The American Medical Association (AMA) is “appalled” by this news and by the fact that the number of eligible professionals being penalized (more than 50%) is worse than anticipated.
“The Meaningful Use program was intended to increase physician use of technology to help improve care and efficiency,” AMA President-Elect Steven J. Stack, MD, said in a statement. “Unfortunately, the strict set of one-size-fits-all requirements is failing physicians and their patients. They are hindering participation in the program, forcing physicians to purchase expensive electronic health records with poor usability that disrupts workflow, creates significant frustrations and interferes with patient care, and imposes an administrative burden.”

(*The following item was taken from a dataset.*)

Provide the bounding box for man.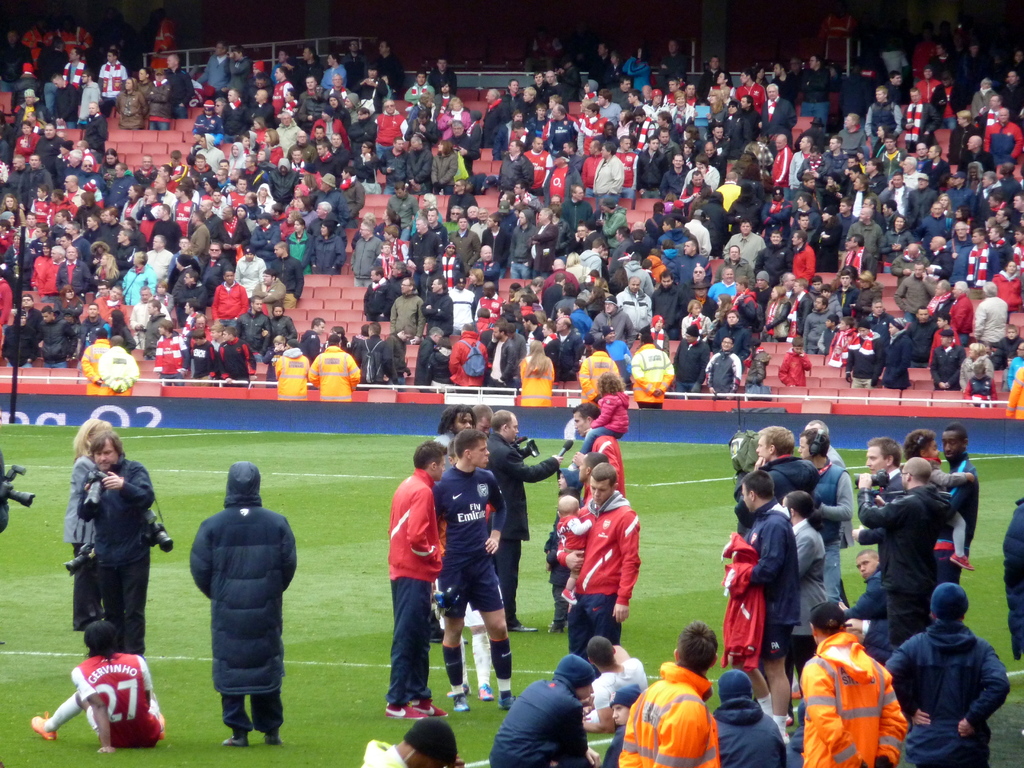
(left=271, top=337, right=308, bottom=399).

In October, the AMA sent a blueprint for the future of the Meaningful Use program to CMS and the Office of the National Coordinator for Health Information Technology, calling for changes such as a more flexible approach for meeting meaningful use and better alignment of quality measure requirements.
“The penalties physicians are facing under the Meaningful Use program are part of a regulatory tsunami facing physicians, apart from the flawed Sustainable Growth Rate formula, that could include cuts from the Physician Quality Reporting System, the Value-based Modifier Program, and the sequester, further destabilizing physician practices and creating a disincentive to see Medicare patients,” Dr Stack said.
The College of Healthcare Information Management Executives (CHIME) viewed the disheartening numbers as validation of the college’s call for increased program flexibility. Officials from CHIME, AMA, the Healthcare Information and Management Systems Society, and the Medical Group Management Association, all have expressed concerns with meaningful use participation data in the past.
A bipartisan letter signed by 30 members of the House of Representatives is now urging HHS Secretary Sylvia M. Burwell to shorten the meaningful use program reporting period in 2015.
“Whether by regulatory changes or legislation, CHIME will continue to fight for policies to make Meaningful Use meaningful in 2015,” Russell P. Branzell, FCHIME, CHCIO, CHIME president and chief executive officer, said in a statement.